Tracked on December 30, 2003 10:23 AM

» http://poorbuthappy.com/ease/archives/002460.html from Guide to Ease
Andrew writes a good overview of XML-based UI description schemes.... [Read More]

Tracked on December 31, 2003 12:35 PM

Comments

Macromedia has a short whitepaper on the MXML language that's really useful: http://www.macromedia.com/devnet/flex/articles/paradigm.html

Posted by: andrew at January 4, 2004 09:21 PM

This is interesting. Reminds me of something we tried to do when I first got to Razorfish in Tokyo: develop an XML page schematic language. The idea was that you'd build up these schematics out of a library of basic chunks, show 'em to clients, swap the modules around until the client was happy, and then "compile" them, as it were, into XHTML.

We'll see you in Austin in March, I'm hoping? I have something for you.

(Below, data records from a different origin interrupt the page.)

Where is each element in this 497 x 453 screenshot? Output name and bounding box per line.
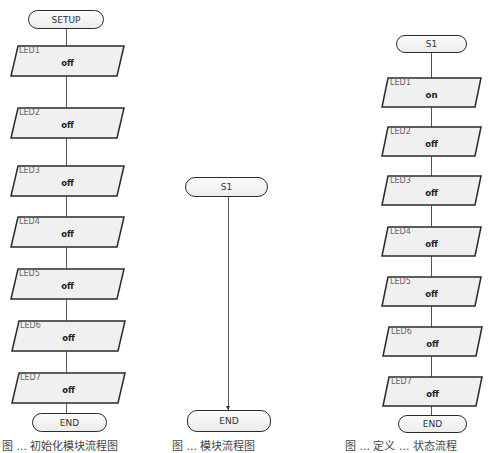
step-label: LED4 (19, 217, 40, 226)
step-label: LED7 (20, 373, 41, 382)
io-step-led4: LED4 off (10, 216, 125, 248)
figure-caption: 图 ... 初始化模块流程图 (2, 437, 118, 453)
io-step-led6: LED6 off (382, 326, 483, 357)
start-terminator: S1 (396, 35, 467, 53)
step-label: LED2 (19, 108, 40, 117)
start-terminator: S1 (185, 177, 268, 197)
figure-caption: 图 ... 模块流程图 (172, 437, 255, 453)
step-value: off (11, 385, 126, 395)
step-label: LED6 (20, 321, 41, 330)
start-terminator: SETUP (28, 10, 104, 29)
io-step-led7: LED7 off (11, 372, 126, 404)
io-step-led2: LED2 off (381, 126, 482, 157)
end-terminator: END (187, 410, 271, 432)
start-label: S1 (426, 39, 437, 49)
io-step-led6: LED6 off (11, 320, 126, 352)
step-value: off (10, 229, 125, 239)
step-label: LED3 (390, 176, 411, 185)
io-step-led2: LED2 off (10, 107, 125, 139)
step-value: off (382, 389, 483, 399)
figure-caption: 图 ... 定义 ... 状态流程 (345, 437, 457, 453)
io-step-led5: LED5 off (10, 268, 125, 300)
step-label: LED4 (390, 227, 411, 236)
step-value: off (381, 139, 482, 149)
io-step-led1: LED1 off (10, 45, 125, 77)
step-label: LED6 (391, 327, 412, 336)
end-terminator: END (398, 415, 467, 433)
step-label: LED7 (391, 377, 412, 386)
start-label: SETUP (52, 15, 81, 25)
step-value: off (11, 333, 126, 343)
step-value: off (382, 339, 483, 349)
step-value: off (381, 289, 482, 299)
io-step-led3: LED3 off (10, 165, 125, 197)
step-value: off (10, 120, 125, 130)
io-step-led1: LED1 on (381, 77, 482, 108)
step-value: off (10, 58, 125, 68)
connector (228, 196, 229, 410)
step-label: LED5 (390, 277, 411, 286)
io-step-led7: LED7 off (382, 376, 483, 407)
step-label: LED1 (390, 78, 411, 87)
io-step-led3: LED3 off (381, 175, 482, 206)
step-label: LED3 (19, 166, 40, 175)
end-label: END (60, 418, 79, 428)
step-value: on (381, 90, 482, 100)
io-step-led5: LED5 off (381, 276, 482, 307)
step-value: off (381, 188, 482, 198)
io-step-led4: LED4 off (381, 226, 482, 257)
end-label: END (423, 419, 442, 429)
step-label: LED5 (19, 269, 40, 278)
step-value: off (381, 239, 482, 249)
start-label: S1 (221, 182, 232, 192)
end-terminator: END (32, 413, 107, 432)
end-label: END (219, 416, 238, 426)
step-label: LED2 (390, 127, 411, 136)
step-value: off (10, 178, 125, 188)
step-label: LED1 (19, 46, 40, 55)
step-value: off (10, 281, 125, 291)
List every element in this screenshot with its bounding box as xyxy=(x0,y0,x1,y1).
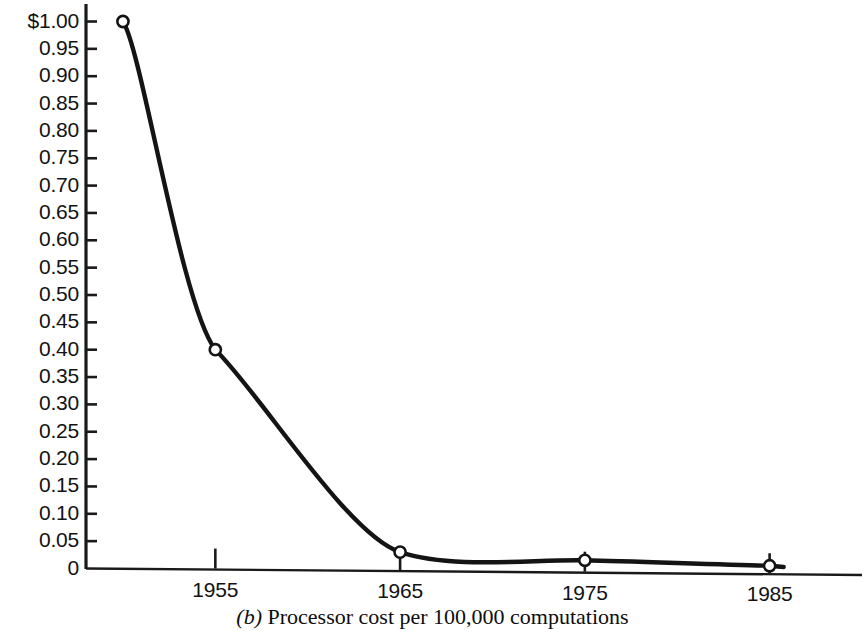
x-axis-tick-label: 1975 xyxy=(562,581,608,605)
figure-caption: (b) Processor cost per 100,000 computati… xyxy=(0,604,865,630)
caption-text: Processor cost per 100,000 computations xyxy=(268,604,629,629)
x-axis-tick-label: 1985 xyxy=(747,582,793,606)
caption-letter: (b) xyxy=(236,604,262,629)
x-axis-tick-label: 1955 xyxy=(192,578,238,602)
chart-figure: $1.000.950.900.850.800.750.700.650.600.5… xyxy=(0,0,865,638)
x-axis-tick-label: 1965 xyxy=(377,579,423,603)
x-axis-label-group: 1955196519751985 xyxy=(0,0,865,638)
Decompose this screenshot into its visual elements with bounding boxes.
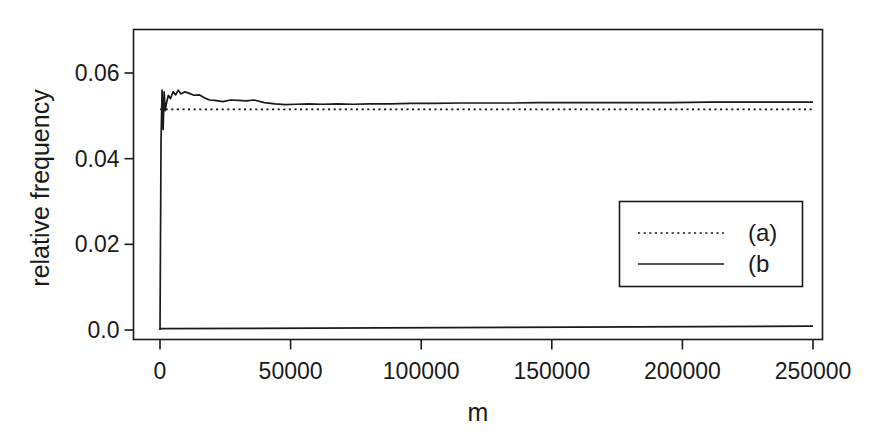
y-tick-label: 0.06 <box>75 62 120 85</box>
x-axis-ticks <box>160 340 813 350</box>
x-axis-title: m <box>468 398 489 427</box>
plot-frame <box>134 30 823 340</box>
legend-label: (a) <box>748 219 777 247</box>
y-axis-ticks <box>125 73 134 330</box>
y-tick-label: 0.0 <box>88 319 120 342</box>
chart-figure: 0.00.020.040.06 050000100000150000200000… <box>0 0 881 444</box>
y-tick-label: 0.02 <box>75 233 120 256</box>
legend-label: (b <box>748 250 769 278</box>
series-line-3 <box>160 326 813 329</box>
x-tick-label: 50000 <box>259 360 323 383</box>
x-tick-label: 100000 <box>383 360 460 383</box>
y-tick-label: 0.04 <box>75 147 120 170</box>
x-tick-label: 150000 <box>513 360 590 383</box>
y-axis-title: relative frequency <box>26 89 55 286</box>
x-tick-label: 0 <box>154 360 167 383</box>
x-tick-label: 200000 <box>644 360 721 383</box>
x-tick-label: 250000 <box>775 360 852 383</box>
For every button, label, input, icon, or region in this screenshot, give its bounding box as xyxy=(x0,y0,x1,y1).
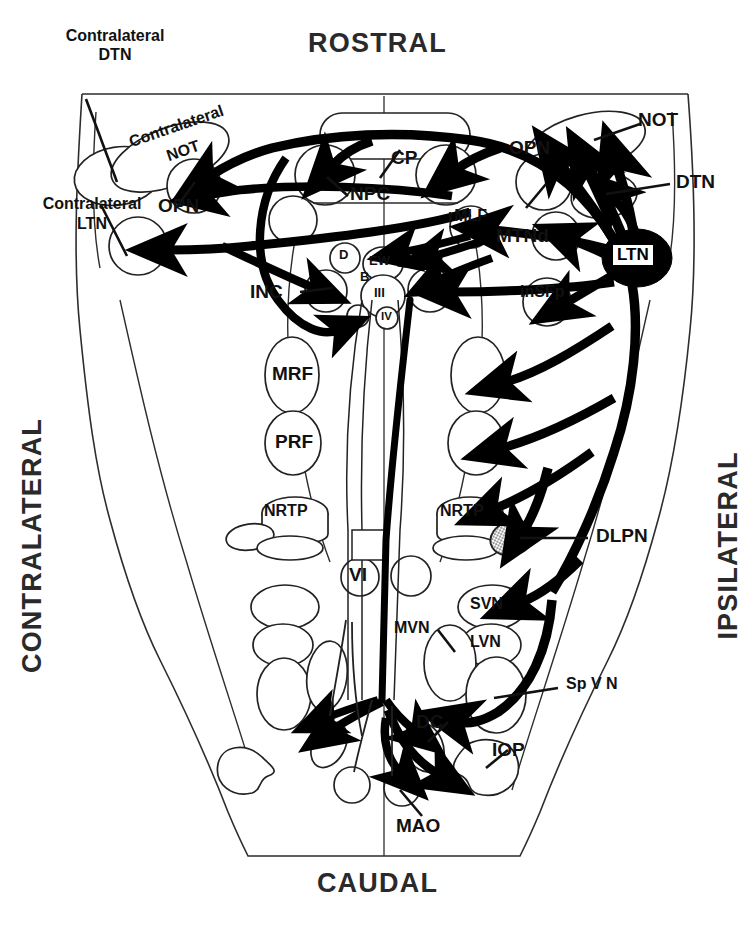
nucleus-mao-mirror xyxy=(334,767,370,803)
label-nrtp-right: NRTP xyxy=(440,503,484,519)
label-opn-left: OPN xyxy=(158,196,199,215)
label-opn-right: OPN xyxy=(509,138,550,157)
label-mtnd: MTNd xyxy=(496,226,549,245)
label-nrtp-left: NRTP xyxy=(264,503,308,519)
brainstem-schematic-svg xyxy=(0,0,755,932)
label-ew: EW xyxy=(369,254,390,267)
pathway-to-prf-mirror-lower xyxy=(502,398,614,448)
nucleus-nrtp-left-lobe2 xyxy=(257,536,323,560)
label-dtn: DTN xyxy=(676,172,715,191)
orientation-label-contralateral: CONTRALATERAL xyxy=(17,396,48,696)
pathway-to-prf-mirror-upper xyxy=(506,326,612,382)
label-ltn: LTN xyxy=(611,243,655,267)
label-npc: NPC xyxy=(350,184,390,203)
label-iop: IOP xyxy=(492,740,525,759)
label-iv: IV xyxy=(381,311,392,323)
label-vi: VI xyxy=(349,565,367,584)
pathway-to-svn xyxy=(522,560,580,602)
nucleus-mrf-mirror xyxy=(451,337,505,413)
label-contralateral-dtn-line1: Contralateral xyxy=(40,28,190,44)
pathway-to-dlpn xyxy=(524,468,548,530)
nucleus-vi-mirror xyxy=(391,556,431,596)
orientation-label-ipsilateral: IPSILATERAL xyxy=(713,396,744,696)
label-contralateral-ltn-line1: Contralateral xyxy=(18,196,166,212)
nucleus-spvn-mirror xyxy=(257,658,311,730)
label-d: D xyxy=(339,248,348,261)
nucleus-iop-mirror xyxy=(217,747,274,794)
label-dc: DC xyxy=(416,712,443,731)
label-mao: MAO xyxy=(396,816,440,835)
label-mvn: MVN xyxy=(394,620,430,636)
label-mrf: MRF xyxy=(272,364,313,383)
nucleus-svn-mirror xyxy=(251,585,319,629)
pathway-ltn-to-iii xyxy=(438,258,492,280)
label-contralateral-dtn-line2: DTN xyxy=(40,47,190,63)
label-dlpn: DLPN xyxy=(596,526,648,545)
nucleus-nrtp-right-lobe xyxy=(433,536,499,560)
label-spvn: Sp V N xyxy=(566,676,618,692)
label-b: B xyxy=(360,270,369,283)
nucleus-mao xyxy=(384,770,420,806)
label-contralateral-ltn-line2: LTN xyxy=(18,216,166,232)
label-inc: INC xyxy=(250,282,283,301)
label-iii: III xyxy=(374,286,385,299)
label-prf: PRF xyxy=(275,432,313,451)
figure-canvas: ROSTRAL CAUDAL CONTRALATERAL IPSILATERAL… xyxy=(0,0,755,932)
label-rmlf: rMLF xyxy=(448,208,487,224)
label-cp: CP xyxy=(391,148,417,167)
orientation-label-caudal: CAUDAL xyxy=(0,868,755,899)
label-not: NOT xyxy=(638,110,678,129)
mlf-tracts xyxy=(347,300,404,700)
label-insfp: inSFp xyxy=(520,284,564,300)
nucleus-prf-mirror xyxy=(448,411,504,475)
label-lvn: LVN xyxy=(470,634,501,650)
label-svn: SVN xyxy=(470,596,503,612)
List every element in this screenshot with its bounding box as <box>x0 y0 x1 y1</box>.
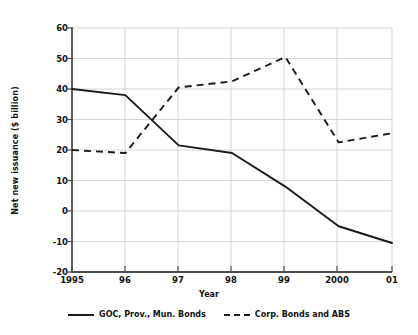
x-tick-label: 98 <box>225 276 237 285</box>
x-tick-label: 01 <box>386 276 398 285</box>
horizontal-gridlines <box>72 28 392 242</box>
series-line-goc-prov-mun-bonds <box>72 89 392 243</box>
line-chart-figure: Net new issuance ($ billion) 60 50 40 30… <box>0 0 418 335</box>
x-tick-label: 1995 <box>60 276 84 285</box>
series-line-corp-bonds-abs <box>72 57 392 153</box>
x-axis-title: Year <box>0 290 418 299</box>
legend-label: GOC, Prov., Mun. Bonds <box>99 310 206 319</box>
x-tick-label: 2000 <box>325 276 349 285</box>
x-tick-label: 99 <box>278 276 290 285</box>
legend-item-corp-bonds-abs: Corp. Bonds and ABS <box>224 310 350 319</box>
legend-item-goc-prov-mun-bonds: GOC, Prov., Mun. Bonds <box>68 310 206 319</box>
x-tick-label: 97 <box>172 276 184 285</box>
legend-line-swatch-dashed-icon <box>224 314 250 316</box>
legend-line-swatch-solid-icon <box>68 314 94 316</box>
x-tick-label: 96 <box>119 276 131 285</box>
legend-label: Corp. Bonds and ABS <box>255 310 350 319</box>
chart-legend: GOC, Prov., Mun. Bonds Corp. Bonds and A… <box>0 310 418 319</box>
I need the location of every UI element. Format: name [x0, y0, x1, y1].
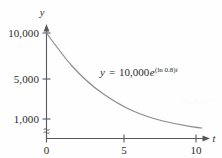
x-tick-label-0: 0 [44, 144, 50, 156]
y-axis-arrow-icon [44, 24, 50, 32]
y-axis-break-icon [44, 129, 50, 131]
equation-lhs: y [99, 66, 105, 78]
equation-coefficient: 10,000 [119, 66, 150, 78]
x-tick-label-5: 5 [121, 144, 127, 156]
y-tick-label-5000: 5,000 [14, 73, 40, 85]
equation-exponent-variable: t [176, 66, 179, 74]
y-tick-label-1000: 1,000 [14, 113, 40, 125]
equation-annotation: y=10,000e(ln 0.8)t [99, 66, 179, 78]
exponential-decay-figure: y t 10,000 5,000 1,000 0 5 10 y=10,000e(… [0, 0, 222, 158]
x-axis-label: t [213, 133, 217, 144]
decay-curve [47, 33, 203, 128]
x-tick-label-10: 10 [190, 144, 202, 156]
x-axis-arrow-icon [203, 136, 211, 142]
svg-text:y=10,000e(ln 0.8)t: y=10,000e(ln 0.8)t [99, 66, 179, 78]
equation-exponent-group: (ln 0.8) [155, 66, 176, 74]
y-axis-label: y [39, 7, 45, 18]
y-tick-label-10000: 10,000 [8, 27, 39, 39]
y-axis-break-icon-2 [44, 132, 50, 134]
watermark-text: ALAMY [180, 96, 216, 106]
equation-equals: = [109, 66, 115, 78]
plot-canvas: y t 10,000 5,000 1,000 0 5 10 y=10,000e(… [0, 0, 222, 158]
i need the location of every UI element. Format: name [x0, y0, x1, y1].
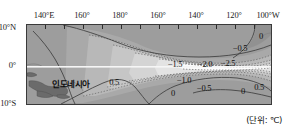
top-tick-label-3: 160°	[150, 10, 165, 20]
contour-label-2: −2.0	[198, 59, 212, 69]
top-tick-label-5: 120°	[226, 10, 241, 20]
contour-label-8: 0.5	[254, 82, 264, 92]
contour-label-6: 0	[171, 88, 175, 98]
top-tick-label-1: 160°	[74, 10, 89, 20]
contour-label-5: −0.5	[197, 83, 211, 93]
contour-label-10: 0	[259, 31, 263, 41]
left-tick-label-0: 10°N	[0, 22, 16, 32]
left-tick-label-1: 0°	[9, 60, 16, 70]
contour-map-plot: 0.5 −1.5 −2.0 −2.5 −1.0 −0.5 0 0 0.5 −0.…	[26, 24, 272, 105]
sst-anomaly-figure: 140°E 160° 180° 160° 140° 120° 100°W 10°…	[0, 0, 290, 129]
contour-label-4: −1.0	[177, 75, 191, 85]
contour-label-3: −2.5	[221, 58, 235, 68]
top-tick-label-2: 180°	[112, 10, 127, 20]
top-tick-label-0: 140°E	[34, 10, 54, 20]
contour-label-0: 0.5	[109, 77, 119, 87]
contour-label-7: 0	[241, 86, 245, 96]
unit-caption: (단위: ℃)	[246, 113, 282, 125]
left-tick-label-2: 10°S	[0, 98, 16, 108]
contour-label-1: −1.5	[168, 59, 182, 69]
indonesia-label: 인도네시아	[52, 77, 89, 89]
contour-label-9: −0.5	[233, 43, 247, 53]
top-tick-label-6: 100°W	[256, 10, 279, 20]
top-tick-label-4: 140°	[188, 10, 203, 20]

Posted by: AG at January 13, 2004 06:29 PM

Another interesting article looking at XAML: http://www.ondotnet.com/pub/a/dotnet/2004/01/19/longhorn.html

Posted by: Andrew at January 22, 2004 01:09 PM

And more: a summary of some XUL-like formats, including "Glade":
http://sourceforge.net/mailarchive/message.php?msg_id=6987286

And here: http://article.gmane.org/gmane.lisp.scheme.plt/4608

Posted by: Andrew at March 12, 2004 11:49 AM

I was trying to read Lazlo's overview, but I got the "authorization required" message. Is there a way I can visit that page still?